Endpoint methods library
Bradykinesia and motor coordination endpoint

Pole test turn/descent latency

Time to orient downward and descend a vertical pole during a task used to assess movement initiation and coordination.

Unit
seconds
Readout
Time to turn downward and/or descend to the base of the pole
Assays
Pole test, Parkinsonian lesion models, bradykinesia screens, motor recovery studies

Decision summary

Use pole-test latency when the study needs a compact readout of movement initiation, turning, descent coordination, or Parkinsonian motor impairment. Report turn latency and descent latency separately when possible because each can fail for different reasons.

Primary valueTime to turn downward and/or descend to the base of the pole
Common unitsSeconds for turn latency, descent latency, and total latency
Compatible assaysPole test, Parkinsonian lesion models, bradykinesia screens, motor recovery studies
Required boundaryStart placement, turn criterion, descent endpoint, and cutoff rule
Do not infer aloneDopamine function, strength, balance, or cognition without companion controls

Measurement notes

Define whether the timer starts at placement or release.
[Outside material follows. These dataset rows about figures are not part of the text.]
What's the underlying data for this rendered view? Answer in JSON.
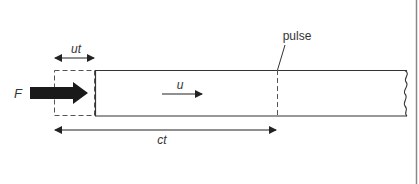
{
  "diagram": {
    "labels": {
      "force": "F",
      "piston_displacement": "ut",
      "particle_velocity": "u",
      "pulse": "pulse",
      "wave_distance": "ct"
    },
    "colors": {
      "stroke": "#333333",
      "force_arrow": "#1a1a1a",
      "border": "#888888",
      "background": "#ffffff"
    },
    "elements": [
      {
        "name": "force-arrow",
        "label": "F",
        "description": "thick black arrow pushing bar end"
      },
      {
        "name": "displaced-region",
        "label": "ut",
        "description": "dashed box showing original bar end displaced by ut"
      },
      {
        "name": "bar",
        "description": "long rectangular bar with broken (wavy) right end"
      },
      {
        "name": "velocity-arrow",
        "label": "u",
        "description": "particle velocity arrow inside bar"
      },
      {
        "name": "pulse-front",
        "label": "pulse",
        "description": "dashed vertical line marking wave front"
      },
      {
        "name": "wave-distance-arrow",
        "label": "ct",
        "description": "double arrow showing distance travelled by pulse"
      }
    ]
  }
}
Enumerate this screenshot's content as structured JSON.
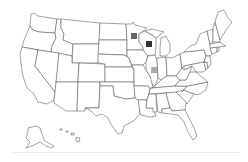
{
  "map": {
    "title": "",
    "region": "United States",
    "outline_color": "#555555",
    "fill_color": "#ffffff",
    "background": "#ffffff"
  },
  "markers": [
    {
      "state": "Minnesota",
      "abbr": "MN",
      "color": "#666666",
      "x": 131,
      "y": 33,
      "size": 6
    },
    {
      "state": "Wisconsin",
      "abbr": "WI",
      "color": "#333333",
      "x": 146,
      "y": 41,
      "size": 6
    },
    {
      "state": "Illinois",
      "abbr": "IL",
      "color": "#aaaaaa",
      "x": 151,
      "y": 67,
      "size": 6
    }
  ],
  "footer": {
    "divider_color": "#ececec"
  }
}
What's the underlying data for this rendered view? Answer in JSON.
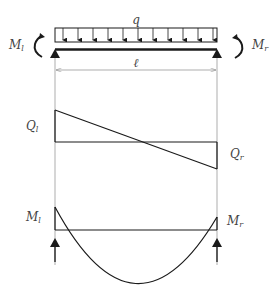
{
  "diagram": {
    "load": {
      "symbol": "q",
      "arrow_count": 12
    },
    "span": {
      "symbol": "ℓ"
    },
    "left_moment": {
      "main": "M",
      "sub": "l"
    },
    "right_moment": {
      "main": "M",
      "sub": "r"
    },
    "shear_left": {
      "main": "Q",
      "sub": "l"
    },
    "shear_right": {
      "main": "Q",
      "sub": "r"
    },
    "moment_left": {
      "main": "M",
      "sub": "l"
    },
    "moment_right": {
      "main": "M",
      "sub": "r"
    },
    "colors": {
      "line": "#1a1a1a",
      "thin": "#8a8a8a",
      "text": "#444444"
    }
  }
}
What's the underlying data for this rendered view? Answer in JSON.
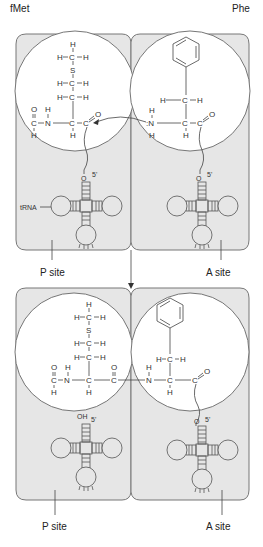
{
  "top": {
    "left_label": "fMet",
    "right_label": "Phe",
    "trna_label": "tRNA",
    "p_site": "P site",
    "a_site": "A site",
    "left_molecule": {
      "atoms": [
        "H",
        "H",
        "C",
        "H",
        "S",
        "H",
        "C",
        "H",
        "H",
        "C",
        "H",
        "O",
        "H",
        "C",
        "N",
        "C",
        "C",
        "O",
        "H",
        "H"
      ],
      "end": "O",
      "prime": "5'"
    },
    "right_molecule": {
      "atoms": [
        "H",
        "C",
        "H",
        "H",
        "N",
        "H",
        "C",
        "C",
        "O",
        "H"
      ],
      "end": "O",
      "prime": "5'"
    }
  },
  "bottom": {
    "p_site": "P site",
    "a_site": "A site",
    "left_end": "OH",
    "right_end": "O",
    "prime": "5'",
    "peptide_bond": "C-N"
  },
  "colors": {
    "panel": "#e6e6e6",
    "circle": "#ffffff",
    "stroke": "#666666"
  }
}
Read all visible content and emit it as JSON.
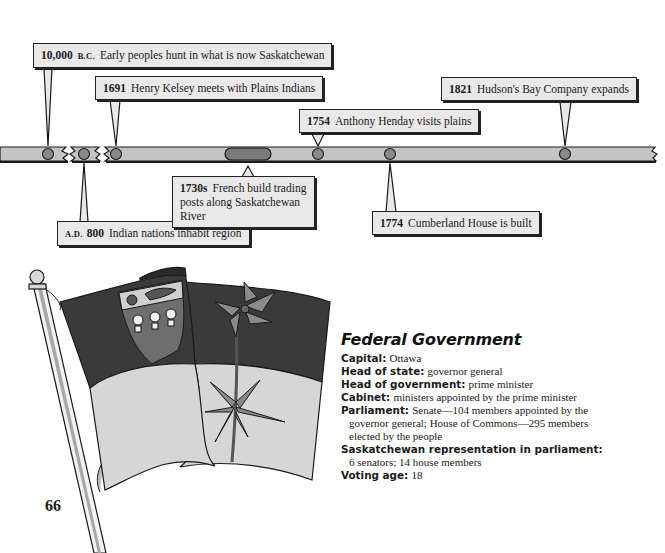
{
  "timeline": {
    "events": [
      {
        "year": "10,000",
        "era": "B.C.",
        "text": "Early peoples hunt in what is now Saskatchewan",
        "position": "above"
      },
      {
        "year": "1691",
        "era": "",
        "text": "Henry Kelsey meets with Plains Indians",
        "position": "above"
      },
      {
        "year": "1754",
        "era": "",
        "text": "Anthony Henday visits plains",
        "position": "above"
      },
      {
        "year": "1821",
        "era": "",
        "text": "Hudson's Bay Company expands",
        "position": "above"
      },
      {
        "year": "800",
        "era": "A.D.",
        "text": "Indian nations inhabit region",
        "position": "below"
      },
      {
        "year": "1730s",
        "era": "",
        "text": "French build trading posts along Saskatchewan River",
        "line1": "French build trading",
        "line2": "posts along Saskatchewan River",
        "position": "below"
      },
      {
        "year": "1774",
        "era": "",
        "text": "Cumberland House is built",
        "position": "below"
      }
    ],
    "colors": {
      "bar": "#c4c4c4",
      "marker": "#8a8a8a",
      "outline": "#1a1a1a",
      "callout_bg": "#e9e9e9"
    }
  },
  "flag": {
    "description": "Saskatchewan provincial flag on a pole",
    "colors": {
      "top_band": "#3a3a3a",
      "bottom_band": "#d6d6d6",
      "shield": "#6e6e6e",
      "flower": "#8a8a8a"
    }
  },
  "page": {
    "number": "66"
  },
  "federal_government": {
    "title": "Federal Government",
    "items": [
      {
        "label": "Capital:",
        "value": "Ottawa"
      },
      {
        "label": "Head of state:",
        "value": "governor general"
      },
      {
        "label": "Head of government:",
        "value": "prime minister"
      },
      {
        "label": "Cabinet:",
        "value": "ministers appointed by the prime minister"
      },
      {
        "label": "Parliament:",
        "value": "Senate—104 members appointed by the",
        "cont1": "governor general; House of Commons—295 members",
        "cont2": "elected by the people"
      },
      {
        "label": "Saskatchewan representation in parliament:",
        "value": "",
        "cont1": "6 senators; 14 house members"
      },
      {
        "label": "Voting age:",
        "value": "18"
      }
    ]
  }
}
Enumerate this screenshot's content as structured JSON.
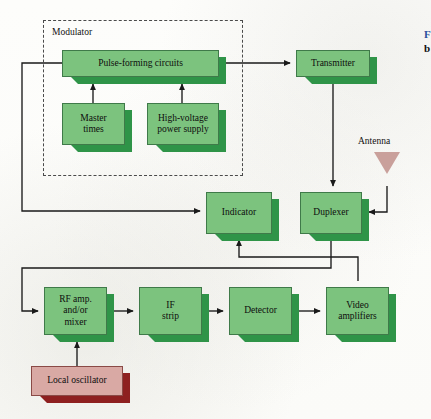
{
  "figure": {
    "type": "block-diagram",
    "caption_fragment_blue": "F",
    "caption_fragment_bold": "b"
  },
  "groups": [
    {
      "id": "modulator",
      "label": "Modulator",
      "x": 43,
      "y": 20,
      "w": 200,
      "h": 156
    }
  ],
  "blocks": [
    {
      "id": "pulse-forming-circuits",
      "label": "Pulse-forming circuits",
      "color": "green",
      "x": 62,
      "y": 50,
      "w": 157,
      "h": 27
    },
    {
      "id": "master-times",
      "label": "Master\ntimes",
      "color": "green",
      "x": 62,
      "y": 103,
      "w": 63,
      "h": 42
    },
    {
      "id": "high-voltage-power-supply",
      "label": "High-voltage\npower supply",
      "color": "green",
      "x": 147,
      "y": 103,
      "w": 72,
      "h": 42
    },
    {
      "id": "transmitter",
      "label": "Transmitter",
      "color": "green",
      "x": 296,
      "y": 50,
      "w": 74,
      "h": 27
    },
    {
      "id": "indicator",
      "label": "Indicator",
      "color": "green",
      "x": 206,
      "y": 192,
      "w": 66,
      "h": 42
    },
    {
      "id": "duplexer",
      "label": "Duplexer",
      "color": "green",
      "x": 300,
      "y": 192,
      "w": 62,
      "h": 42
    },
    {
      "id": "rf-amp-mixer",
      "label": "RF amp.\nand/or\nmixer",
      "color": "green",
      "x": 44,
      "y": 287,
      "w": 63,
      "h": 48
    },
    {
      "id": "if-strip",
      "label": "IF\nstrip",
      "color": "green",
      "x": 139,
      "y": 287,
      "w": 63,
      "h": 48
    },
    {
      "id": "detector",
      "label": "Detector",
      "color": "green",
      "x": 229,
      "y": 287,
      "w": 63,
      "h": 48
    },
    {
      "id": "video-amplifiers",
      "label": "Video\namplifiers",
      "color": "green",
      "x": 326,
      "y": 287,
      "w": 63,
      "h": 48
    },
    {
      "id": "local-oscillator",
      "label": "Local oscillator",
      "color": "red",
      "x": 31,
      "y": 366,
      "w": 92,
      "h": 30
    }
  ],
  "antenna": {
    "id": "antenna",
    "label": "Antenna",
    "x": 374,
    "y": 152,
    "label_x": 358,
    "label_y": 136
  },
  "colors": {
    "box_face_green": "#7cc37e",
    "box_shadow_green": "#2f9448",
    "box_border_green": "#3f7a49",
    "box_face_red": "#d9a9a4",
    "box_shadow_red": "#8e2020",
    "antenna_fill": "#c9a09b",
    "wire": "#1a1a1a",
    "dash_border": "#4a4a4a",
    "caption_blue": "#2b4f9e",
    "paper": "#fdfdfb"
  },
  "connections": [
    {
      "from": "master-times",
      "to": "pulse-forming-circuits",
      "arrow": "up"
    },
    {
      "from": "high-voltage-power-supply",
      "to": "pulse-forming-circuits",
      "arrow": "up"
    },
    {
      "from": "pulse-forming-circuits",
      "to": "transmitter",
      "arrow": "right"
    },
    {
      "from": "transmitter",
      "to": "duplexer",
      "arrow": "down"
    },
    {
      "from": "antenna",
      "to": "duplexer",
      "arrow": "left"
    },
    {
      "from": "duplexer",
      "to": "rf-amp-mixer",
      "arrow": "right"
    },
    {
      "from": "local-oscillator",
      "to": "rf-amp-mixer",
      "arrow": "up"
    },
    {
      "from": "rf-amp-mixer",
      "to": "if-strip",
      "arrow": "right"
    },
    {
      "from": "if-strip",
      "to": "detector",
      "arrow": "right"
    },
    {
      "from": "detector",
      "to": "video-amplifiers",
      "arrow": "right"
    },
    {
      "from": "video-amplifiers",
      "to": "indicator",
      "arrow": "up"
    },
    {
      "from": "pulse-forming-circuits",
      "to": "indicator",
      "arrow": "right"
    }
  ]
}
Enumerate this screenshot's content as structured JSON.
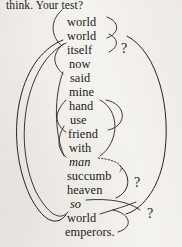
{
  "page": {
    "width": 182,
    "height": 247,
    "background_color": "#f5f3ef",
    "ink_color": "#1b1917"
  },
  "headline": {
    "text": "think. Your test?"
  },
  "word_list": {
    "label": "word-column",
    "items": [
      {
        "text": "world",
        "style": "roman",
        "x": 67,
        "y": 16
      },
      {
        "text": "world",
        "style": "roman",
        "x": 67,
        "y": 30
      },
      {
        "text": "itself",
        "style": "roman",
        "x": 67,
        "y": 44
      },
      {
        "text": "now",
        "style": "roman",
        "x": 69,
        "y": 58
      },
      {
        "text": "said",
        "style": "roman",
        "x": 70,
        "y": 72
      },
      {
        "text": "mine",
        "style": "roman",
        "x": 69,
        "y": 86
      },
      {
        "text": "hand",
        "style": "roman",
        "x": 69,
        "y": 100
      },
      {
        "text": "use",
        "style": "roman",
        "x": 70,
        "y": 114
      },
      {
        "text": "friend",
        "style": "roman",
        "x": 68,
        "y": 128
      },
      {
        "text": "with",
        "style": "roman",
        "x": 69,
        "y": 142
      },
      {
        "text": "man",
        "style": "italic",
        "x": 69,
        "y": 156
      },
      {
        "text": "succumb",
        "style": "roman",
        "x": 67,
        "y": 170
      },
      {
        "text": "heaven",
        "style": "roman",
        "x": 67,
        "y": 184
      },
      {
        "text": "so",
        "style": "italic",
        "x": 70,
        "y": 198
      },
      {
        "text": "world",
        "style": "roman",
        "x": 67,
        "y": 212
      },
      {
        "text": "emperors.",
        "style": "roman",
        "x": 65,
        "y": 226
      }
    ]
  },
  "annotations": {
    "question_marks": [
      {
        "text": "?",
        "x": 121,
        "y": 42
      },
      {
        "text": "?",
        "x": 134,
        "y": 176
      },
      {
        "text": "?",
        "x": 147,
        "y": 207
      }
    ]
  },
  "arc_diagram": {
    "description": "hand-drawn ink arcs linking rhyme words",
    "stroke_color": "#26231f",
    "arcs": [
      {
        "name": "arc-world-itself-bracket-left",
        "d": "M 62,10 C 50,20 50,36 62,46",
        "dashed": false,
        "width": 0.9
      },
      {
        "name": "arc-world-world-right",
        "d": "M 107,17 C 120,22 120,33 107,38",
        "dashed": false,
        "width": 0.9
      },
      {
        "name": "arc-itself-right-brace",
        "d": "M 109,34 C 119,39 119,47 109,52",
        "dashed": false,
        "width": 0.9
      },
      {
        "name": "arc-itself-to-said-left",
        "d": "M 63,44 C 52,54 52,64 63,74",
        "dashed": false,
        "width": 0.9
      },
      {
        "name": "arc-big-outer-left",
        "d": "M 63,40 C 16,58 4,140 30,196 C 42,220 56,228 66,215",
        "dashed": false,
        "width": 1.0
      },
      {
        "name": "arc-big-outer-left-2",
        "d": "M 66,43 C 26,62 12,140 36,192 C 48,214 60,222 68,212",
        "dashed": false,
        "width": 0.9
      },
      {
        "name": "arc-right-outer-big",
        "d": "M 127,36 C 158,52 172,110 164,158 C 158,192 140,210 126,214",
        "dashed": false,
        "width": 1.0
      },
      {
        "name": "arc-said-to-man-left",
        "d": "M 63,72 C 54,96 54,132 64,156",
        "dashed": false,
        "width": 0.9
      },
      {
        "name": "arc-hand-to-friend-right",
        "d": "M 106,100 C 127,104 128,126 108,130",
        "dashed": false,
        "width": 0.9
      },
      {
        "name": "arc-hand-inner-left",
        "d": "M 66,100 C 54,112 54,124 66,132",
        "dashed": false,
        "width": 0.9
      },
      {
        "name": "arc-use-friend-loop-right",
        "d": "M 100,100 C 120,110 120,142 100,156",
        "dashed": false,
        "width": 0.9
      },
      {
        "name": "arc-friend-to-man-left",
        "d": "M 64,126 C 56,140 58,150 66,157",
        "dashed": false,
        "width": 0.9
      },
      {
        "name": "arc-man-dashed-right",
        "d": "M 98,158 C 118,160 124,166 120,172",
        "dashed": true,
        "width": 0.9
      },
      {
        "name": "arc-succumb-heaven-brace",
        "d": "M 120,166 C 132,176 130,192 116,198",
        "dashed": false,
        "width": 1.0
      },
      {
        "name": "arc-so-tail-right",
        "d": "M 86,200 C 110,198 130,202 140,210",
        "dashed": false,
        "width": 0.9
      },
      {
        "name": "arc-world-emperors-brace",
        "d": "M 113,210 C 132,214 133,228 118,232",
        "dashed": false,
        "width": 0.9
      },
      {
        "name": "arc-world-lower-connector",
        "d": "M 100,214 C 116,209 126,206 136,202",
        "dashed": false,
        "width": 0.9
      }
    ]
  }
}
Separate failure-to-turn, sliding, falling, and freezing from valid slow descents so timeout values do not hide distinct behaviors.

Interpretation limit

Longer latency can support bradykinesia or impaired coordination, but gripping strategy, body weight, anxiety, pole texture, training, visual cues, and sedation can also slow turning or descent.

Data capture

Store animal ID, pole diameter, pole height, surface wrap, trial number, start orientation, turn latency, descent latency, total latency, cutoff flag, fall flag, training history, and scorer notes.

Confound checks
  • Pole diameter, surface texture, or height differs across cohorts.
  • Animals slide, fall, freeze, climb upward, or rotate without descending.
  • Unequal training changes confidence or descent strategy.
  • Sedation, weakness, body weight, paw injury, or grip abnormality affects descent.
  • Timing starts at different placement or release moments.
Reporting checklist
  • Pole dimensions, surface material, height, start orientation, and placement procedure.
  • Turn criterion, descent endpoint, maximum trial duration, and timeout handling.
  • Training and habituation schedule, trial count, and inter-trial interval.
  • Separate turn, descent, and total latencies when recorded.
  • Rules for falls, sliding, freezing, upward climbing, and incomplete descents.
  • Companion endpoints such as rotarod, gait, grip strength, open-field distance, or beam walking.